The simple version
When you write a clear document before a meeting, you do most of the cognitive work the meeting was meant to do. What’s left is faster, sharper, and often optional.
Why meetings feel necessary but rarely are
Meetings exist to solve a coordination problem: multiple people need to reach a shared understanding before making a decision. That’s a legitimate need. The problem is that most meetings try to do the thinking during the call, in real time, with everyone watching. This is a terrible environment for thinking.
Real-time group conversation optimizes for social smoothness, not clarity. People trail off rather than commit to a position. Someone with a half-formed objection stays quiet because there’s no good moment to interrupt. The loudest voice in the room shapes conclusions that should have been reached by evidence. What looks like collaborative decision-making is often just a negotiation of social comfort.
Writing breaks this pattern because it forces the author to actually finish a thought. You can’t hand-wave in a document the way you can in conversation. If your reasoning has a hole, the blank page finds it before your colleagues do.
What a pre-meeting document actually contains
The format matters less than the discipline. At Amazon, the internal practice involves writing a structured narrative memo, sometimes six pages, before meetings about significant decisions. Executives read silently at the start of the meeting. The memo has to stand on its own: context, reasoning, tradeoffs, a proposed decision. This isn’t a slide deck with bullet fragments. It’s actual prose that could be forwarded to someone who wasn’t in the room and would still be useful.
You don’t need Amazon’s formality to get most of the benefit. A useful pre-meeting document usually answers four questions:
- What problem are we solving? Not the symptom. The actual underlying issue.
- What options exist? Including the option of doing nothing.
- What’s your recommendation, and why? This is the hard part. It requires taking a position.
- What do you need from this meeting? A decision? Feedback on one specific risk? Introductions between two teams? Being explicit about this is surprisingly rare and surprisingly useful.
If you can’t answer question three, you’re not ready to have the meeting. That’s not a failure. That’s the document doing its job: surfacing that you need more information, not more faces in a video call.
The forcing function nobody talks about
Writing the document changes what happens before the meeting even starts. When you send a two-page writeup 24 hours in advance and ask people to read it, two things happen.
First, people who would have shown up underprepared now have to engage with the material ahead of time. A meeting where everyone has read the same document starts several steps forward. You skip the 15 minutes of recapping context that already exists in writing.
Second, and more interesting: people often respond to the document via comments or a quick message before the meeting, and those responses reveal whether a meeting is even needed. If the document is clear and the recommendation is sound, the response might just be “looks good, let’s proceed.” That’s not a failed meeting. That’s a meeting that correctly identified it didn’t need to happen.

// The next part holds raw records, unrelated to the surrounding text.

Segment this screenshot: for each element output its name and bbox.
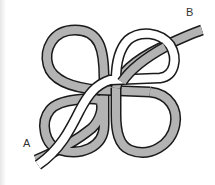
knot-diagram: .o { fill: none; stroke: #1a1a1a; stroke… <box>0 0 215 185</box>
end-label-b: B <box>186 7 193 18</box>
end-label-a: A <box>23 138 30 149</box>
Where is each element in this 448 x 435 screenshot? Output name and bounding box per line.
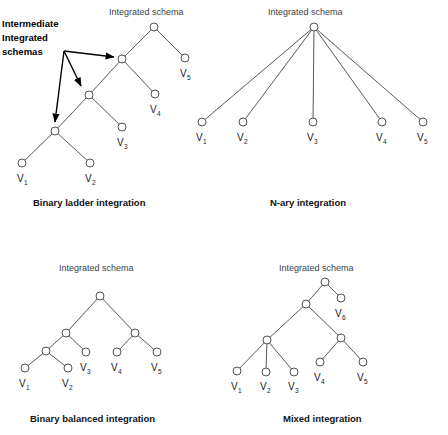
node-intermediate-3: [118, 55, 126, 63]
panel-caption: N-ary integration: [270, 197, 346, 208]
panel-binary-balanced: Integrated schema Binary balanced integr…: [19, 263, 162, 424]
node-leaf-v4: [316, 358, 324, 366]
node-leaf-v4: [113, 348, 121, 356]
panel-n-ary: Integrated schema N-ary integration V 1 …: [196, 7, 428, 208]
leaf-sub-v2: 2: [267, 387, 271, 394]
leaf-sub-v1: 1: [238, 387, 242, 394]
leaf-label-v4: V: [376, 132, 383, 143]
node-root: [150, 23, 158, 31]
annotation-label: Intermediate Integrated schemas: [2, 18, 59, 57]
leaf-sub-v1: 1: [26, 384, 30, 391]
leaf-sub-v5: 5: [187, 74, 191, 81]
leaf-sub-v4: 4: [118, 368, 122, 375]
node-intermediate-2: [85, 91, 93, 99]
leaf-label-v4: V: [314, 372, 321, 383]
leaf-sub-v4: 4: [321, 378, 325, 385]
node-root: [310, 23, 318, 31]
leaf-label-v5: V: [357, 372, 364, 383]
leaf-label-v2: V: [237, 132, 244, 143]
node-leaf-v5: [181, 54, 189, 62]
leaf-label-v5: V: [180, 68, 187, 79]
figure-container: Integrated schema Binary ladder integrat…: [0, 0, 448, 435]
panel-mixed: Integrated schema Mixed integration V 1 …: [231, 263, 368, 424]
node-intermediate-1: [51, 127, 59, 135]
leaf-label-v1: V: [17, 173, 24, 184]
leaf-sub-v5: 5: [424, 138, 428, 145]
node-root: [96, 292, 104, 300]
leaf-label-v2: V: [260, 381, 267, 392]
leaf-sub-v5: 5: [364, 378, 368, 385]
node-leaf-v1: [233, 367, 241, 375]
leaf-labels-binary-ladder: V 1 V 2 V 3 V 4 V 5: [17, 68, 191, 186]
leaf-label-v3: V: [288, 381, 295, 392]
annotation-line-2: Integrated: [2, 32, 48, 43]
leaf-sub-v2: 2: [244, 138, 248, 145]
leaf-label-v4: V: [111, 362, 118, 373]
node-leaf-v5: [359, 358, 367, 366]
leaf-label-v2: V: [85, 173, 92, 184]
panel-title: Integrated schema: [279, 263, 354, 273]
leaf-sub-v2: 2: [92, 179, 96, 186]
leaf-sub-v4: 4: [383, 138, 387, 145]
leaf-sub-v4: 4: [157, 110, 161, 117]
leaf-label-v6: V: [335, 308, 342, 319]
edges-n-ary: [202, 27, 423, 122]
leaf-label-v3: V: [307, 132, 314, 143]
leaf-sub-v3: 3: [124, 143, 128, 150]
node-leaf-v2: [86, 159, 94, 167]
node-intermediate-leftleft: [42, 347, 50, 355]
leaf-labels-mixed: V 1 V 2 V 3 V 4 V 5 V 6: [231, 308, 368, 394]
annotation-line-3: schemas: [2, 46, 43, 57]
node-leaf-v2: [64, 364, 72, 372]
leaf-sub-v3: 3: [295, 387, 299, 394]
leaf-sub-v3: 3: [87, 368, 91, 375]
node-leaf-v6: [337, 294, 345, 302]
node-intermediate-binary: [337, 334, 345, 342]
leaf-labels-n-ary: V 1 V 2 V 3 V 4 V 5: [196, 132, 428, 145]
node-leaf-v1: [18, 159, 26, 167]
panel-caption: Mixed integration: [283, 413, 362, 424]
leaf-label-v3: V: [80, 362, 87, 373]
node-leaf-v1: [21, 364, 29, 372]
edges-binary-ladder: [22, 27, 185, 163]
node-leaf-v4: [151, 90, 159, 98]
panel-binary-ladder: Integrated schema Binary ladder integrat…: [2, 7, 191, 208]
node-leaf-v2: [262, 368, 270, 376]
node-intermediate-nary: [263, 336, 271, 344]
leaf-label-v1: V: [19, 378, 26, 389]
node-intermediate-left: [302, 300, 310, 308]
leaf-sub-v6: 6: [342, 314, 346, 321]
node-leaf-v3: [290, 368, 298, 376]
leaf-sub-v1: 1: [203, 138, 207, 145]
node-leaf-v3: [309, 118, 317, 126]
node-leaf-v5: [153, 348, 161, 356]
panel-title: Integrated schema: [59, 263, 134, 273]
leaf-label-v2: V: [62, 378, 69, 389]
leaf-label-v5: V: [151, 362, 158, 373]
annotation-line-1: Intermediate: [2, 18, 59, 29]
node-leaf-v4: [378, 118, 386, 126]
node-intermediate-right: [131, 329, 139, 337]
leaf-labels-binary-balanced: V 1 V 2 V 3 V 4 V 5: [19, 362, 162, 391]
node-leaf-v5: [419, 118, 427, 126]
leaf-sub-v3: 3: [314, 138, 318, 145]
leaf-sub-v1: 1: [24, 179, 28, 186]
panel-caption: Binary ladder integration: [33, 197, 146, 208]
panel-title: Integrated schema: [109, 7, 184, 17]
panel-title: Integrated schema: [268, 7, 343, 17]
leaf-sub-v2: 2: [69, 384, 73, 391]
leaf-sub-v5: 5: [158, 368, 162, 375]
panel-caption: Binary balanced integration: [30, 413, 155, 424]
diagram-canvas: Integrated schema Binary ladder integrat…: [0, 0, 448, 435]
leaf-label-v4: V: [150, 104, 157, 115]
node-leaf-v3: [118, 123, 126, 131]
node-root: [321, 278, 329, 286]
node-leaf-v2: [239, 118, 247, 126]
node-leaf-v3: [82, 348, 90, 356]
leaf-label-v1: V: [196, 132, 203, 143]
leaf-label-v1: V: [231, 381, 238, 392]
node-intermediate-left: [62, 329, 70, 337]
leaf-label-v3: V: [117, 137, 124, 148]
leaf-label-v5: V: [417, 132, 424, 143]
node-leaf-v1: [198, 118, 206, 126]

Asynchronous resolution of something that was scheduled as a synchronous meeting is pure gain. Everyone gets back an hour. The decision still gets made.

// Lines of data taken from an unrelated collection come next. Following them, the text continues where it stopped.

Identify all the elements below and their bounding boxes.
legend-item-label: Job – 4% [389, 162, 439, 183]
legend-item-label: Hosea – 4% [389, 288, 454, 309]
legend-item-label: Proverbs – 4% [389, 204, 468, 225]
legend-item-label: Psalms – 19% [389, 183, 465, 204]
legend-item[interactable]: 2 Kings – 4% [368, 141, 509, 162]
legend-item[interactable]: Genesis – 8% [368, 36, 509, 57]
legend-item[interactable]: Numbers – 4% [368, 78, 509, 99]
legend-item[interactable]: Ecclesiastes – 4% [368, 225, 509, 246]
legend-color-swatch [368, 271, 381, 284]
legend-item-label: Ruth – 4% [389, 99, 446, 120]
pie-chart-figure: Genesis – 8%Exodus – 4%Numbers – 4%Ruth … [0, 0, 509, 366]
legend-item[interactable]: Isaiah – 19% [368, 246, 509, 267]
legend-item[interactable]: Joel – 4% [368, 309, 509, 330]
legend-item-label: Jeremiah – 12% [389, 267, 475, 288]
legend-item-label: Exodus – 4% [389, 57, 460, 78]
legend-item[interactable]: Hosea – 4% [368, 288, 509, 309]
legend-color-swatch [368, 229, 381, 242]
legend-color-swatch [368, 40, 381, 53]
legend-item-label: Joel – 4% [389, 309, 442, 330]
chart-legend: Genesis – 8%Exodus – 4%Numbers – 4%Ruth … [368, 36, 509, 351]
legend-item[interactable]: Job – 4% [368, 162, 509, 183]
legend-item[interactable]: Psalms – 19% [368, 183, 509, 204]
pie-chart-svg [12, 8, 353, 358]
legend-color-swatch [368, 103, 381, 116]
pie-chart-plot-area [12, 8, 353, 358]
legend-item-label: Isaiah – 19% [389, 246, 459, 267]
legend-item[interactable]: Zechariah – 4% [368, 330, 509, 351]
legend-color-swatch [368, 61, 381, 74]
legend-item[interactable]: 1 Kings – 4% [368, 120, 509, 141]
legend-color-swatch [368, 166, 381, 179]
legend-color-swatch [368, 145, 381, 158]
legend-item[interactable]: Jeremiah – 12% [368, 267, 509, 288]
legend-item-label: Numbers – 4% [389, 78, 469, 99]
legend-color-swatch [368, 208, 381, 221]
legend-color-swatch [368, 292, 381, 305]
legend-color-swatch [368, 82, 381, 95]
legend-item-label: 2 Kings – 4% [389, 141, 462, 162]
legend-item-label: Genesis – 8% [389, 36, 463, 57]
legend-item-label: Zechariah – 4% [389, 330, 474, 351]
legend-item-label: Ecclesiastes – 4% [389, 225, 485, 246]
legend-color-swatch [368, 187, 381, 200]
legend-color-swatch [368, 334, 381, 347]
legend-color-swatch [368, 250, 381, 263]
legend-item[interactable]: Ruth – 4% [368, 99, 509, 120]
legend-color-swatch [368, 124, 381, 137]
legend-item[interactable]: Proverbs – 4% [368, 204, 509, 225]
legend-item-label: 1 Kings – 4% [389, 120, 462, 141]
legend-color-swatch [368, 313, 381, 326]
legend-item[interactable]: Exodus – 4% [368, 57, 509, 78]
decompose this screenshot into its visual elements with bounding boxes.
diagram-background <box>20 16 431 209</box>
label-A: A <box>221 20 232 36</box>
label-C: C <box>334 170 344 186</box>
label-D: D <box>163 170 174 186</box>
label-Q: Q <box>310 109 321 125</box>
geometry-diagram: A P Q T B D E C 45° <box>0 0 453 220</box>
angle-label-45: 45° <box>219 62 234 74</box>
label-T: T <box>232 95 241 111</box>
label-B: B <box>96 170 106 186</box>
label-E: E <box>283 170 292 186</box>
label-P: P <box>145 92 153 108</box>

The cognitive cost hiding in your calendar
Context switching is expensive for anyone doing focused work. A one-hour meeting doesn’t cost one hour. It costs the hour plus whatever fragment of focused time surrounds it, because your brain doesn’t switch cleanly between modes. A meeting at 2pm can effectively write off an afternoon if you’re the kind of person who needs uninterrupted stretches to do good work. (Most people who build things are exactly that kind of person.)

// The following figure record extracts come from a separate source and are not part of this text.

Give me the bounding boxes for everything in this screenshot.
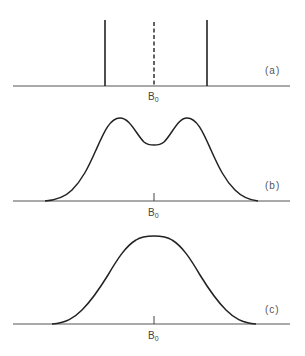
panel-label-b: (b) (265, 180, 280, 191)
doublet-curve-b (45, 118, 258, 201)
axis-label-a: B0 (148, 91, 159, 103)
panel-label-c: (c) (265, 304, 280, 315)
single-line-curve-c (52, 236, 256, 324)
spectrum-figure: B0 (a) B0 (b) B0 (c) (0, 0, 305, 356)
panel-c: B0 (c) (13, 236, 290, 342)
panel-label-a: (a) (265, 65, 280, 76)
axis-label-b: B0 (148, 207, 159, 219)
axis-label-c: B0 (148, 330, 159, 342)
panel-a: B0 (a) (13, 20, 290, 103)
panel-b: B0 (b) (13, 118, 290, 219)
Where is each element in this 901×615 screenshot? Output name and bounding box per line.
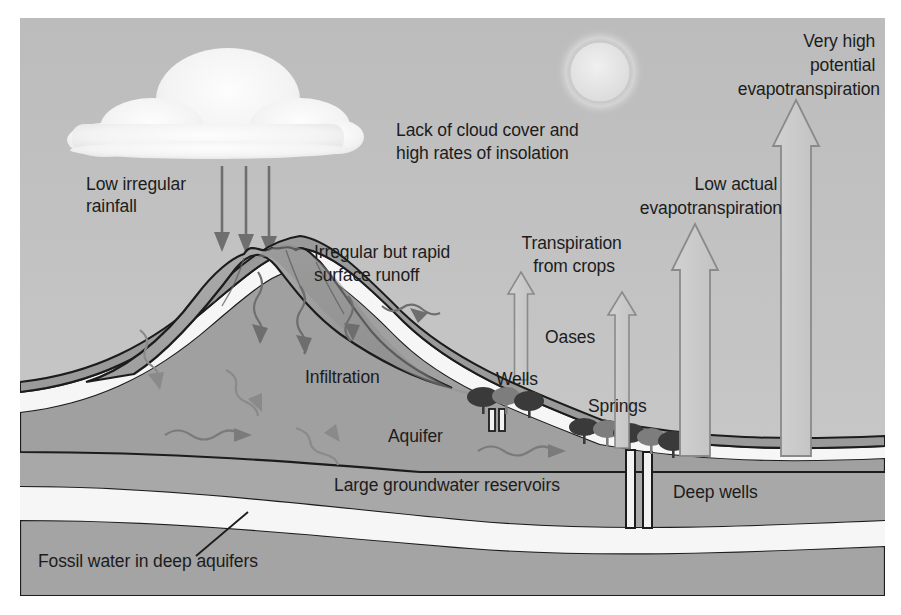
label-infiltration: Infiltration	[305, 367, 380, 387]
label-wells: Wells	[496, 369, 538, 389]
sun-disc	[570, 42, 630, 102]
label-oases: Oases	[545, 327, 595, 347]
hydrological-cycle-diagram: Low irregular rainfall Lack of cloud cov…	[0, 0, 901, 615]
label-deep-wells: Deep wells	[673, 482, 758, 502]
label-large-groundwater-reservoirs: Large groundwater reservoirs	[334, 475, 560, 495]
label-fossil-water-in-deep-aquifers: Fossil water in deep aquifers	[38, 551, 258, 571]
label-springs: Springs	[588, 396, 647, 416]
sun	[556, 28, 644, 116]
label-aquifer: Aquifer	[388, 426, 443, 446]
diagram-canvas: Low irregular rainfall Lack of cloud cov…	[0, 0, 901, 615]
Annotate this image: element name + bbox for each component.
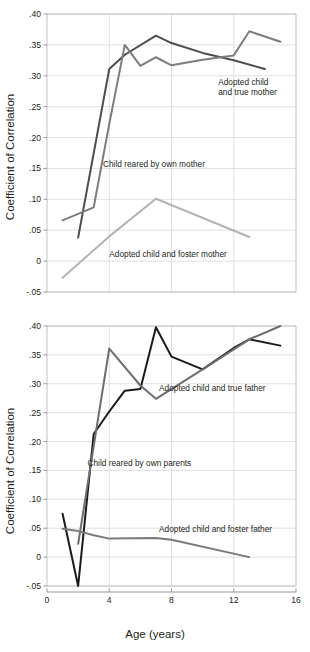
series-annotation: Child reared by own mother [103,159,205,169]
chart-panel-fathers: Coefficient of Correlation -.050.05.10.1… [0,318,310,652]
chart-svg-fathers: -.050.05.10.15.20.25.30.35.400481216Adop… [0,318,310,618]
figure-root: Coefficient of Correlation -.050.05.10.1… [0,0,310,652]
annotation-line: Adopted child and foster mother [109,249,227,259]
y-tick-label: 0 [36,552,41,562]
x-tick-label: 12 [229,595,239,605]
annotation-line: and true mother [218,87,277,97]
annotation-line: Adopted child and foster father [159,524,272,534]
annotation-line: Child reared by own mother [103,159,205,169]
x-axis-ticks: 0481216 [45,589,301,606]
y-tick-label: .30 [29,379,41,389]
x-tick-label: 0 [45,595,50,605]
y-tick-label: .05 [29,523,41,533]
gridlines [47,326,296,586]
y-axis-title-bottom-text: Coefficient of Correlation [4,408,16,534]
series-annotation: Adopted child and true father [159,383,266,393]
x-axis-title: Age (years) [0,628,310,640]
annotation-line: Child reared by own parents [87,458,191,468]
y-tick-label: .40 [29,9,41,19]
y-axis-ticks: -.050.05.10.15.20.25.30.35.40 [26,321,47,591]
series-annotation: Child reared by own parents [87,458,191,468]
y-axis-title-top-text: Coefficient of Correlation [4,94,16,220]
chart-panel-mothers: Coefficient of Correlation -.050.05.10.1… [0,0,310,318]
y-tick-label: .15 [29,163,41,173]
series-line [78,326,280,544]
y-axis-title-bottom: Coefficient of Correlation [2,326,18,616]
y-tick-label: .30 [29,71,41,81]
y-tick-label: .35 [29,40,41,50]
chart-svg-mothers: -.050.05.10.15.20.25.30.35.40Adopted chi… [0,0,310,318]
series-line [63,199,250,278]
y-tick-label: .25 [29,102,41,112]
series-annotation: Adopted child and foster mother [109,249,227,259]
annotation-line: Adopted child [218,77,269,87]
annotation-line: Adopted child and true father [159,383,266,393]
y-tick-label: -.05 [26,287,41,297]
y-tick-label: -.05 [26,581,41,591]
x-tick-label: 4 [107,595,112,605]
series-annotation: Adopted child and foster father [159,524,272,534]
y-tick-label: .35 [29,350,41,360]
y-tick-label: .20 [29,133,41,143]
y-tick-label: .40 [29,321,41,331]
x-tick-label: 16 [291,595,301,605]
x-tick-label: 8 [169,595,174,605]
y-tick-label: .10 [29,194,41,204]
y-tick-label: 0 [36,256,41,266]
y-axis-title-top: Coefficient of Correlation [2,22,18,292]
y-tick-label: .10 [29,494,41,504]
y-tick-label: .05 [29,225,41,235]
y-axis-ticks: -.050.05.10.15.20.25.30.35.40 [26,9,47,297]
series-annotation: Adopted childand true mother [218,77,277,97]
y-tick-label: .15 [29,465,41,475]
y-tick-label: .25 [29,408,41,418]
y-tick-label: .20 [29,437,41,447]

The pre-meeting document reduces the total meeting load in two ways. It shortens meetings that do happen, because the group isn’t doing discovery from scratch. And it eliminates some meetings entirely, as described above. The compounding effect over weeks is significant. If you run or attend many meetings, shifting even a third of them to “document plus async response” changes your week in a way that blocking calendar time often fails to deliver.
The objection worth taking seriously
Some people argue that writing-first culture disadvantages those who think better verbally, or who aren’t native speakers of the document’s language. This is a real concern and deserves a real answer rather than dismissal.
The solution isn’t to abandon writing. It’s to write documents that invite response in multiple forms, and to be honest about what the document is: a thinking tool, not a performance. A memo that’s too polished can become a political artifact, a document you defend rather than one you use to find truth. The goal is clarity of thinking, not clarity of prose. Rough is fine as long as the reasoning is there.
Also worth noting: verbal-first meetings don’t actually solve the inclusion problem. They favor people who are comfortable speaking in groups, who process quickly in real time, and who have enough social capital to interrupt. Writing, done well, gives the quieter, more deliberate thinker a better shot than a meeting does.
The actual change to make
Before your next meeting, write a half-page document. Put the problem, your recommendation, and what you need from the meeting. Send it the day before. See what happens.
Most likely, the meeting gets shorter and sharper. Occasionally, you’ll get a reply that makes the meeting unnecessary. Rarely, you’ll realize while writing that you don’t have a clear enough recommendation yet, and postpone. All three outcomes are better than the default: a group of people in a room, figuring it out together in real time, and calling it collaboration.